The gotcha is that '*' is greedy and can match zero or more characters, which creates exponential branching in recursion. DP works by building a table where dp[i][j] represents whether the first i characters of the string match the first j characters of the pattern. But the real speedup is the two-pointer greedy approach with backtracking: advance both pointers normally, mark where '*' occurs in the pattern, and when a mismatch happens, backtrack to the last '*' and let it consume one more character. This avoids the DP table overhead and handles edge cases like consecutive '*' cleanly. The trap is forgetting to handle the trailing '*' characters that can match empty strings at the end. When you're under pressure in the live assessment, the pattern logic unravels.
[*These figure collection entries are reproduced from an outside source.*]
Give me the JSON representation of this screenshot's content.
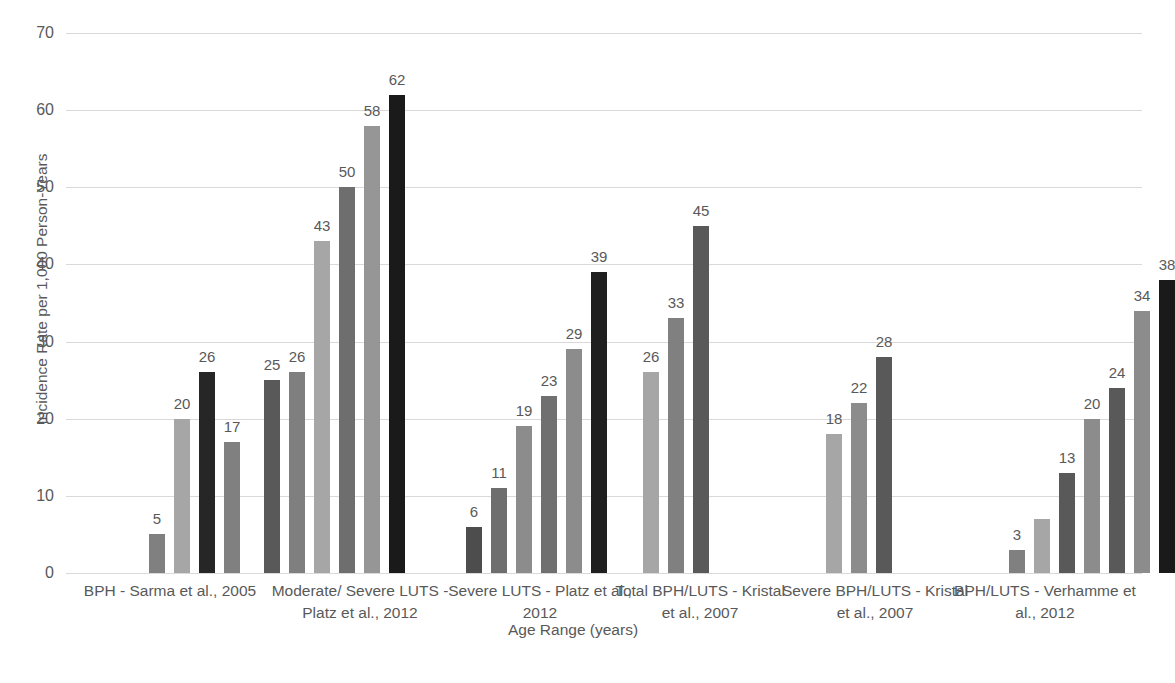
{
  "chart_data": {
    "type": "bar",
    "title": "",
    "xlabel": "Age Range (years)",
    "ylabel": "Incidence Rate per 1,000 Person-Years",
    "ylim": [
      0,
      70
    ],
    "yticks": [
      0,
      10,
      20,
      30,
      40,
      50,
      60,
      70
    ],
    "ytick_labels": [
      "0",
      "10",
      "20",
      "30",
      "40",
      "50",
      "60",
      "70"
    ],
    "grid": true,
    "legend": "none",
    "categories": [
      "BPH - Sarma et al., 2005",
      "Moderate/ Severe LUTS - Platz et al., 2012",
      "Severe LUTS - Platz et al., 2012",
      "Total BPH/LUTS - Kristal et al., 2007",
      "Severe BPH/LUTS - Kristal et al., 2007",
      "BPH/LUTS - Verhamme et al., 2012"
    ],
    "palette": {
      "shade_1": "#a6a6a6",
      "shade_2": "#808080",
      "shade_3": "#bfbfbf",
      "shade_4": "#7f7f7f",
      "shade_5": "#969696",
      "shade_6": "#404040",
      "shade_7": "#262626"
    },
    "groups": [
      {
        "label": "BPH - Sarma et al., 2005",
        "bars": [
          {
            "value": 5,
            "label": "5",
            "color": "#808080"
          },
          {
            "value": 20,
            "label": "20",
            "color": "#a6a6a6"
          },
          {
            "value": 26,
            "label": "26",
            "color": "#262626"
          },
          {
            "value": 17,
            "label": "17",
            "color": "#808080"
          }
        ]
      },
      {
        "label": "Moderate/ Severe LUTS - Platz et al., 2012",
        "bars": [
          {
            "value": 25,
            "label": "25",
            "color": "#595959"
          },
          {
            "value": 26,
            "label": "26",
            "color": "#7f7f7f"
          },
          {
            "value": 43,
            "label": "43",
            "color": "#a6a6a6"
          },
          {
            "value": 50,
            "label": "50",
            "color": "#6e6e6e"
          },
          {
            "value": 58,
            "label": "58",
            "color": "#969696"
          },
          {
            "value": 62,
            "label": "62",
            "color": "#1a1a1a"
          }
        ]
      },
      {
        "label": "Severe LUTS - Platz et al., 2012",
        "bars": [
          {
            "value": 6,
            "label": "6",
            "color": "#4d4d4d"
          },
          {
            "value": 11,
            "label": "11",
            "color": "#6e6e6e"
          },
          {
            "value": 19,
            "label": "19",
            "color": "#8c8c8c"
          },
          {
            "value": 23,
            "label": "23",
            "color": "#707070"
          },
          {
            "value": 29,
            "label": "29",
            "color": "#8c8c8c"
          },
          {
            "value": 39,
            "label": "39",
            "color": "#1f1f1f"
          }
        ]
      },
      {
        "label": "Total BPH/LUTS - Kristal et al., 2007",
        "bars": [
          {
            "value": 26,
            "label": "26",
            "color": "#a6a6a6"
          },
          {
            "value": 33,
            "label": "33",
            "color": "#808080"
          },
          {
            "value": 45,
            "label": "45",
            "color": "#595959"
          }
        ]
      },
      {
        "label": "Severe BPH/LUTS - Kristal et al., 2007",
        "bars": [
          {
            "value": 18,
            "label": "18",
            "color": "#a6a6a6"
          },
          {
            "value": 22,
            "label": "22",
            "color": "#8c8c8c"
          },
          {
            "value": 28,
            "label": "28",
            "color": "#595959"
          }
        ]
      },
      {
        "label": "BPH/LUTS - Verhamme et al., 2012",
        "bars": [
          {
            "value": 3,
            "label": "3",
            "color": "#808080"
          },
          {
            "value": 7,
            "label": "",
            "color": "#a6a6a6"
          },
          {
            "value": 13,
            "label": "13",
            "color": "#595959"
          },
          {
            "value": 20,
            "label": "20",
            "color": "#8c8c8c"
          },
          {
            "value": 24,
            "label": "24",
            "color": "#595959"
          },
          {
            "value": 34,
            "label": "34",
            "color": "#8c8c8c"
          },
          {
            "value": 38,
            "label": "38",
            "color": "#1a1a1a"
          }
        ]
      }
    ],
    "x_group_label_lines": [
      [
        "BPH - Sarma et al., 2005"
      ],
      [
        "Moderate/ Severe LUTS -",
        "Platz et al., 2012"
      ],
      [
        "Severe LUTS - Platz et al.,",
        "2012"
      ],
      [
        "Total BPH/LUTS - Kristal",
        "et al., 2007"
      ],
      [
        "Severe BPH/LUTS - Kristal",
        "et al., 2007"
      ],
      [
        "BPH/LUTS - Verhamme et",
        "al., 2012"
      ]
    ]
  }
}
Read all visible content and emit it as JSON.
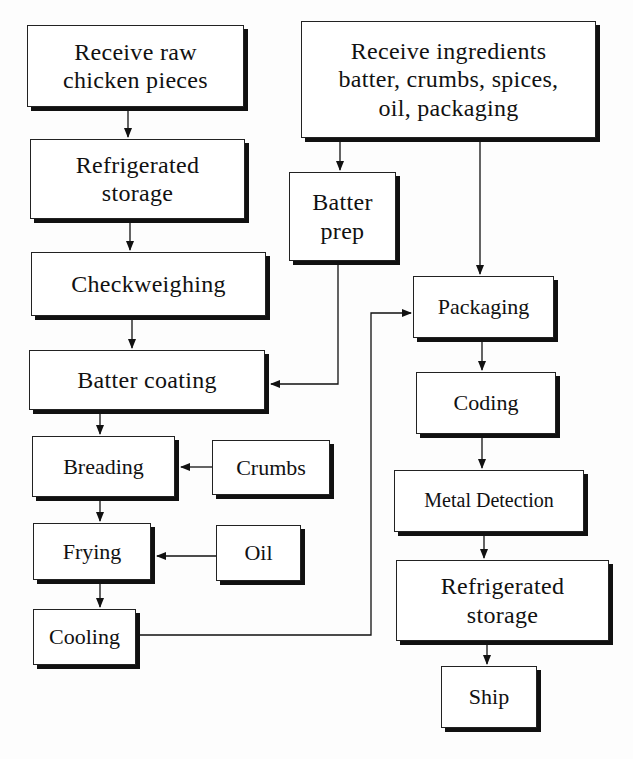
{
  "diagram": {
    "type": "process-flowchart",
    "nodes": [
      {
        "id": "receive_raw",
        "label": "Receive raw\nchicken pieces"
      },
      {
        "id": "receive_ingredients",
        "label": "Receive ingredients\nbatter, crumbs, spices,\noil, packaging"
      },
      {
        "id": "refrigerated_storage_1",
        "label": "Refrigerated\nstorage"
      },
      {
        "id": "batter_prep",
        "label": "Batter\nprep"
      },
      {
        "id": "checkweighing",
        "label": "Checkweighing"
      },
      {
        "id": "packaging",
        "label": "Packaging"
      },
      {
        "id": "batter_coating",
        "label": "Batter coating"
      },
      {
        "id": "coding",
        "label": "Coding"
      },
      {
        "id": "breading",
        "label": "Breading"
      },
      {
        "id": "crumbs",
        "label": "Crumbs"
      },
      {
        "id": "metal_detection",
        "label": "Metal Detection"
      },
      {
        "id": "frying",
        "label": "Frying"
      },
      {
        "id": "oil",
        "label": "Oil"
      },
      {
        "id": "refrigerated_storage_2",
        "label": "Refrigerated\nstorage"
      },
      {
        "id": "cooling",
        "label": "Cooling"
      },
      {
        "id": "ship",
        "label": "Ship"
      }
    ],
    "edges": [
      {
        "from": "receive_raw",
        "to": "refrigerated_storage_1"
      },
      {
        "from": "refrigerated_storage_1",
        "to": "checkweighing"
      },
      {
        "from": "checkweighing",
        "to": "batter_coating"
      },
      {
        "from": "batter_coating",
        "to": "breading"
      },
      {
        "from": "crumbs",
        "to": "breading"
      },
      {
        "from": "breading",
        "to": "frying"
      },
      {
        "from": "oil",
        "to": "frying"
      },
      {
        "from": "frying",
        "to": "cooling"
      },
      {
        "from": "receive_ingredients",
        "to": "batter_prep"
      },
      {
        "from": "batter_prep",
        "to": "batter_coating"
      },
      {
        "from": "receive_ingredients",
        "to": "packaging"
      },
      {
        "from": "cooling",
        "to": "packaging"
      },
      {
        "from": "packaging",
        "to": "coding"
      },
      {
        "from": "coding",
        "to": "metal_detection"
      },
      {
        "from": "metal_detection",
        "to": "refrigerated_storage_2"
      },
      {
        "from": "refrigerated_storage_2",
        "to": "ship"
      }
    ]
  },
  "colors": {
    "line": "#111111",
    "box_fill": "#ffffff",
    "shadow": "#111111",
    "background": "#fdfdfd"
  }
}
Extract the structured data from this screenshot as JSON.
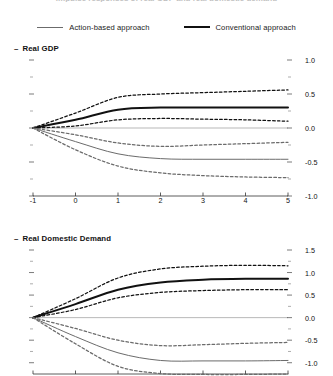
{
  "figure": {
    "cropped_top_title": "Impulse responses of real GDP and real domestic demand",
    "legend": [
      {
        "label": "Action-based approach",
        "style": "thin-solid",
        "color": "#6b6b6b"
      },
      {
        "label": "Conventional approach",
        "style": "thick-solid",
        "color": "#111111"
      }
    ]
  },
  "chart_data": [
    {
      "type": "line",
      "title": "Real GDP",
      "xlabel": "",
      "ylabel": "",
      "x": [
        -1,
        0,
        1,
        2,
        3,
        4,
        5
      ],
      "xlim": [
        -1,
        5
      ],
      "ylim": [
        -1.0,
        1.0
      ],
      "xticks": [
        -1,
        0,
        1,
        2,
        3,
        4,
        5
      ],
      "xticklabels": [
        "-1",
        "0",
        "1",
        "2",
        "3",
        "4",
        "5"
      ],
      "yticks": [
        -1.0,
        -0.5,
        0.0,
        0.5,
        1.0
      ],
      "yticklabels": [
        "-1.0",
        "-0.5",
        "0.0",
        "0.5",
        "1.0"
      ],
      "yminorticks": [
        -0.75,
        -0.25,
        0.25,
        0.75
      ],
      "y_axis_side": "right",
      "grid": false,
      "zero_line": true,
      "legend_position": "top-center-outside",
      "series": [
        {
          "name": "Conventional approach",
          "style": "thick-solid",
          "color": "#111111",
          "values": [
            0.0,
            0.12,
            0.27,
            0.3,
            0.3,
            0.3,
            0.3
          ]
        },
        {
          "name": "Conventional approach upper band",
          "style": "dashed",
          "color": "#111111",
          "values": [
            0.0,
            0.22,
            0.45,
            0.5,
            0.52,
            0.54,
            0.56
          ]
        },
        {
          "name": "Conventional approach lower band",
          "style": "dashed",
          "color": "#111111",
          "values": [
            0.0,
            0.03,
            0.12,
            0.14,
            0.13,
            0.12,
            0.1
          ]
        },
        {
          "name": "Action-based approach",
          "style": "thin-solid",
          "color": "#6b6b6b",
          "values": [
            0.0,
            -0.2,
            -0.38,
            -0.45,
            -0.46,
            -0.46,
            -0.46
          ]
        },
        {
          "name": "Action-based approach upper band",
          "style": "dashed",
          "color": "#6b6b6b",
          "values": [
            0.0,
            -0.1,
            -0.22,
            -0.27,
            -0.25,
            -0.23,
            -0.21
          ]
        },
        {
          "name": "Action-based approach lower band",
          "style": "dashed",
          "color": "#6b6b6b",
          "values": [
            0.0,
            -0.32,
            -0.56,
            -0.66,
            -0.7,
            -0.72,
            -0.73
          ]
        }
      ]
    },
    {
      "type": "line",
      "title": "Real Domestic Demand",
      "xlabel": "",
      "ylabel": "",
      "x": [
        -1,
        0,
        1,
        2,
        3,
        4,
        5
      ],
      "xlim": [
        -1,
        5
      ],
      "ylim": [
        -1.25,
        1.5
      ],
      "xticks": [
        -1,
        0,
        1,
        2,
        3,
        4,
        5
      ],
      "xticklabels": [
        "-1",
        "0",
        "1",
        "2",
        "3",
        "4",
        "5"
      ],
      "yticks": [
        -1.0,
        -0.5,
        0.0,
        0.5,
        1.0,
        1.5
      ],
      "yticklabels": [
        "-1.0",
        "-0.5",
        "0.0",
        "0.5",
        "1.0",
        "1.5"
      ],
      "yminorticks": [
        -0.75,
        -0.25,
        0.25,
        0.75,
        1.25
      ],
      "y_axis_side": "right",
      "grid": false,
      "zero_line": true,
      "legend_position": "shared-top",
      "series": [
        {
          "name": "Conventional approach",
          "style": "thick-solid",
          "color": "#111111",
          "values": [
            0.0,
            0.3,
            0.62,
            0.78,
            0.84,
            0.86,
            0.86
          ]
        },
        {
          "name": "Conventional approach upper band",
          "style": "dashed",
          "color": "#111111",
          "values": [
            0.0,
            0.42,
            0.88,
            1.08,
            1.14,
            1.16,
            1.15
          ]
        },
        {
          "name": "Conventional approach lower band",
          "style": "dashed",
          "color": "#111111",
          "values": [
            0.0,
            0.18,
            0.44,
            0.56,
            0.6,
            0.62,
            0.62
          ]
        },
        {
          "name": "Action-based approach",
          "style": "thin-solid",
          "color": "#6b6b6b",
          "values": [
            0.0,
            -0.42,
            -0.78,
            -0.95,
            -0.96,
            -0.96,
            -0.95
          ]
        },
        {
          "name": "Action-based approach upper band",
          "style": "dashed",
          "color": "#6b6b6b",
          "values": [
            0.0,
            -0.24,
            -0.5,
            -0.62,
            -0.6,
            -0.57,
            -0.55
          ]
        },
        {
          "name": "Action-based approach lower band",
          "style": "dashed",
          "color": "#6b6b6b",
          "values": [
            0.0,
            -0.58,
            -1.08,
            -1.24,
            -1.26,
            -1.26,
            -1.25
          ]
        }
      ]
    }
  ]
}
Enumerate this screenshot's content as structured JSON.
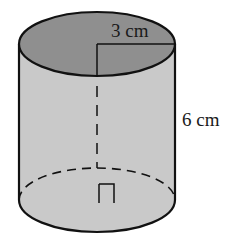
{
  "diagram": {
    "type": "cylinder",
    "radius_label": "3 cm",
    "height_label": "6 cm",
    "right_angle_marker": true,
    "colors": {
      "top_face": "#8f8f8f",
      "body": "#c9c9c9",
      "stroke": "#111111",
      "background": "#ffffff"
    }
  }
}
That's where StealthCoder becomes your safety net.

Pattern tags

The honest play

You know the problem. Make sure you actually pass it.

Wildcard Matching recycles across companies for a reason. It's hard-tier, and most candidates blank under the timer. StealthCoder is the hedge: an AI overlay invisible during screen share. It reads the problem and surfaces a working solution in under 2 seconds. Made by a working Amazon engineer who got tired of watching qualified friends bomb OAs they'd solve cold in an IDE. Works on HackerRank, CodeSignal, CoderPad, and Karat.

Wildcard Matching interview FAQ

Is this really asked at FAANG and mid-market tech?+

Yes. Two Sigma, X, Snap, Instacart, Walmart Labs, and others have asked it. At 29% acceptance, it's a hard filter. Companies use it to screen for pattern recognition and DP fluency. If you see it, you're not in an easy round.

Why does the greedy approach beat DP?+

DP builds an O(m*n) table upfront. Greedy with backtracking is O(m+n) in the best case and avoids heap allocation. On large inputs, greedy is faster and uses less memory. But greedy logic is trickier to code correctly under time pressure.

What's the most common mistake candidates make?+

Forgetting that a '*' at the end of the pattern can match an empty suffix. Also, not handling multiple consecutive '*' characters. Recursion without memoization hits exponential time. Most fail on edge cases like pattern '*' matching any string, including empty.

How does this relate to Regex or other string problems?+

It's a simplified regex engine. Unlike Regular Expression Matching, there's no '.' metacharacter, only '?' and '*'. It's adjacent to Palindrome Partitioning and Longest Valid Parentheses in that it uses DP or greedy backtracking to avoid exponential branches.

If I blank on the pattern during the assessment, how long to recover?+

Coding a correct DP solution from scratch takes 20-30 minutes if you're calm. Greedy logic is faster to explain but slower to debug live. If you hit a wall, StealthCoder runs invisible during screen share and gives you a working solution to study and adapt.

Want the actual problem statement? View "Wildcard Matching" on LeetCode →

Frequency and company-tag data sourced from public community-maintained interview-report repos. Problem, description, and trademark © LeetCode. StealthCoder is not affiliated with LeetCode.